The hopefuls lining up to lead Taiwan’s Kuomintang out of the wilderness
- Half a dozen candidates could challenge incumbent KMT chairman Johnny Chiang, including talk show host Jaw Shaw-kong
- Youth is on Chiang’s side and Jaw will need more than public popularity if he wants to win the post, analysts say

There is still five months to go until the election to head Taiwan’s main opposition party but already the race is shaping up to attract a big field.
Whoever wins the chairmanship of the Beijing-friendly Kuomintang is expected to go on to become the party’s nominee for the island’s presidency in 2024 – or at the very least influence who that candidate will be.
Jaw left the KMT to form the New Party in 1993 and quit politics altogether in 1996 to become a media personality. He would be a serious threat to the 48-year-old Chiang because the talk show host is very popular among the so-called pan-blue camp, which favours a Chinese nationalist identity over a separate Taiwanese one.

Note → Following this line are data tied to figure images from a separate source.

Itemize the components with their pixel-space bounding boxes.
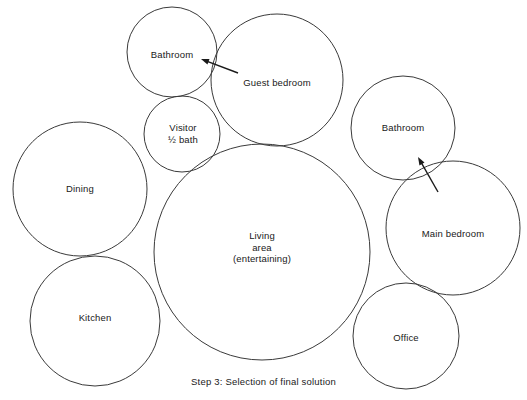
bubble-living-area bbox=[154, 144, 370, 360]
bubble-guest-bedroom bbox=[211, 14, 343, 146]
diagram-canvas bbox=[0, 0, 527, 400]
arrow-to-bathroom-right bbox=[418, 157, 438, 192]
arrows-group bbox=[201, 59, 438, 192]
bubble-kitchen bbox=[30, 256, 160, 386]
arrow-to-bathroom-upper bbox=[201, 59, 238, 73]
bubble-main-bedroom bbox=[386, 161, 520, 295]
bubble-bathroom-upper bbox=[127, 7, 217, 97]
arrow-to-bathroom-right-shaft bbox=[421, 162, 438, 192]
bubble-dining bbox=[13, 122, 147, 256]
arrow-to-bathroom-upper-head bbox=[201, 59, 210, 65]
arrow-to-bathroom-right-head bbox=[418, 157, 424, 165]
figure-caption: Step 3: Selection of final solution bbox=[0, 376, 527, 387]
bubble-bathroom-right bbox=[351, 76, 455, 180]
bubble-office bbox=[353, 283, 459, 389]
bubble-diagram-figure: BathroomGuest bedroomVisitor ½ bathBathr… bbox=[0, 0, 527, 400]
bubble-circles-group bbox=[13, 7, 520, 389]
bubble-visitor-half-bath bbox=[144, 96, 220, 172]
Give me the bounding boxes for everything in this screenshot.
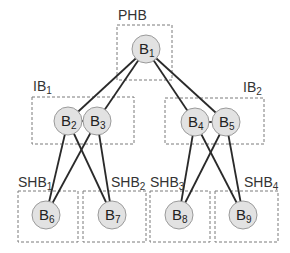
hierarchy-diagram: PHBIB1IB2SHB1SHB2SHB3SHB4 B1B2B3B4B5B6B7… [0, 0, 290, 253]
group-label: SHB4 [244, 174, 279, 192]
diagram-svg: PHBIB1IB2SHB1SHB2SHB3SHB4 B1B2B3B4B5B6B7… [0, 0, 290, 253]
node-b5: B5 [212, 108, 240, 136]
group-label: PHB [118, 7, 147, 23]
node-b2: B2 [54, 107, 82, 135]
group-label: SHB1 [18, 174, 53, 192]
group-label: SHB3 [150, 174, 185, 192]
node-b7: B7 [98, 201, 126, 229]
nodes: B1B2B3B4B5B6B7B8B9 [32, 35, 257, 229]
node-b6: B6 [32, 201, 60, 229]
node-b9: B9 [229, 201, 257, 229]
group-label: SHB2 [111, 174, 146, 192]
group-label: IB2 [243, 79, 262, 97]
node-b3: B3 [83, 107, 111, 135]
node-b8: B8 [165, 201, 193, 229]
group-label: IB1 [33, 78, 52, 96]
node-b4: B4 [181, 108, 209, 136]
node-b1: B1 [132, 35, 160, 63]
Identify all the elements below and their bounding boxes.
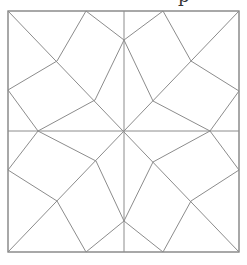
pattern-edge — [124, 40, 153, 101]
pattern-edge — [163, 201, 191, 252]
pattern-edge — [38, 100, 95, 131]
pattern-edge — [96, 161, 124, 221]
pattern-edge — [57, 201, 86, 252]
star-tiling-diagram — [0, 0, 247, 265]
pattern-edge — [8, 131, 38, 170]
pattern-edge — [8, 170, 57, 201]
pattern-edge — [124, 162, 153, 221]
pattern-edge — [57, 11, 86, 61]
pattern-edge — [95, 40, 124, 100]
pattern-edge — [210, 91, 239, 131]
pattern-edge — [38, 131, 96, 161]
pattern-edge — [191, 170, 239, 201]
pattern-edge — [8, 61, 57, 90]
pattern-edge — [8, 90, 38, 131]
pattern-edge — [163, 11, 191, 61]
pattern-edge — [153, 131, 210, 162]
pattern-edge — [191, 61, 239, 91]
pattern-edges — [8, 11, 239, 252]
pattern-edge — [124, 11, 163, 40]
pattern-edge — [86, 221, 124, 252]
pattern-edge — [86, 11, 124, 40]
pattern-edge — [153, 101, 210, 131]
pattern-edge — [210, 131, 239, 170]
pattern-edge — [124, 221, 163, 252]
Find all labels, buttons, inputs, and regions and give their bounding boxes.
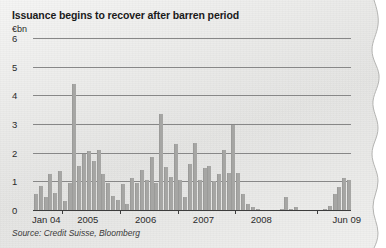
bar	[159, 114, 163, 210]
bar	[222, 150, 226, 210]
bar	[333, 194, 337, 210]
x-axis-tick	[317, 210, 318, 214]
bar	[63, 201, 67, 210]
bar	[68, 183, 72, 210]
plot-area	[33, 38, 351, 210]
bar	[217, 174, 221, 210]
bar	[116, 200, 120, 210]
y-axis-tick-labels: 0123456	[0, 38, 30, 210]
x-axis-tick-label: 2008	[251, 214, 272, 225]
bar-series	[33, 38, 351, 210]
bar	[106, 183, 110, 210]
bar	[188, 164, 192, 210]
x-axis-tick-label: 2007	[193, 214, 214, 225]
x-axis-tick-label: 2005	[77, 214, 98, 225]
bar	[77, 166, 81, 210]
bar	[183, 197, 187, 210]
bar	[169, 177, 173, 210]
bar	[203, 168, 207, 210]
y-axis-tick-label: 6	[12, 33, 17, 44]
bar	[154, 183, 158, 210]
x-axis-tick	[62, 210, 63, 214]
bar	[236, 173, 240, 210]
bar	[207, 166, 211, 210]
bar	[174, 144, 178, 210]
bar	[198, 180, 202, 210]
bar	[121, 184, 125, 210]
bar	[347, 180, 351, 210]
bar	[284, 197, 288, 210]
x-axis-tick	[235, 210, 236, 214]
bar	[53, 193, 57, 210]
bar	[44, 197, 48, 210]
bar	[140, 170, 144, 210]
bar	[87, 151, 91, 210]
x-axis-line	[33, 210, 351, 211]
bar	[231, 125, 235, 210]
chart-figure: Issuance begins to recover after barren …	[0, 0, 386, 248]
bar	[39, 186, 43, 210]
bar	[82, 154, 86, 210]
bar	[150, 157, 154, 210]
bar	[135, 183, 139, 210]
bar	[241, 194, 245, 210]
bar	[342, 178, 346, 210]
bar	[101, 174, 105, 210]
y-axis-tick-label: 3	[12, 119, 17, 130]
bar	[164, 167, 168, 210]
bar	[58, 171, 62, 210]
y-axis-tick-label: 5	[12, 61, 17, 72]
x-axis-tick-label: Jun 09	[333, 214, 362, 225]
page-title: Issuance begins to recover after barren …	[12, 9, 239, 21]
bar	[212, 181, 216, 210]
torn-page-edge-icon	[360, 0, 386, 248]
x-axis-tick-label: Jan 04	[32, 214, 61, 225]
bar	[193, 143, 197, 210]
bar	[34, 194, 38, 210]
y-axis-tick-label: 1	[12, 176, 17, 187]
bar	[227, 173, 231, 210]
x-axis-tick	[178, 210, 179, 214]
y-axis-tick-label: 0	[12, 205, 17, 216]
bar	[178, 180, 182, 210]
bar	[145, 180, 149, 210]
y-axis-tick-label: 4	[12, 90, 17, 101]
source-attribution: Source: Credit Suisse, Bloomberg	[12, 228, 140, 238]
bar	[337, 187, 341, 210]
y-axis-tick-label: 2	[12, 147, 17, 158]
x-axis-tick	[120, 210, 121, 214]
bar	[111, 196, 115, 210]
bar	[130, 178, 134, 210]
bar	[97, 150, 101, 210]
bar	[92, 161, 96, 210]
bar	[48, 174, 52, 210]
x-axis-tick-label: 2006	[135, 214, 156, 225]
bar	[72, 84, 76, 210]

Also in the running are former Taipei county magistrate Chou Hsi-wei; former head of the Directorate General of Budget, Accounting and Statistics Wei Po-tao; and Chang Ya-chung, head of KMT’s Sun Yat-sen School.
Several other KMT heavyweights, including former New Taipei magistrate Eric Chu Li-luan, former Kaohsiung mayor Han Kuo-yu, and Sean Lien Sheng-wen, son of former vice-president and KMT chairman Lien Chan, are reportedly interested in the position.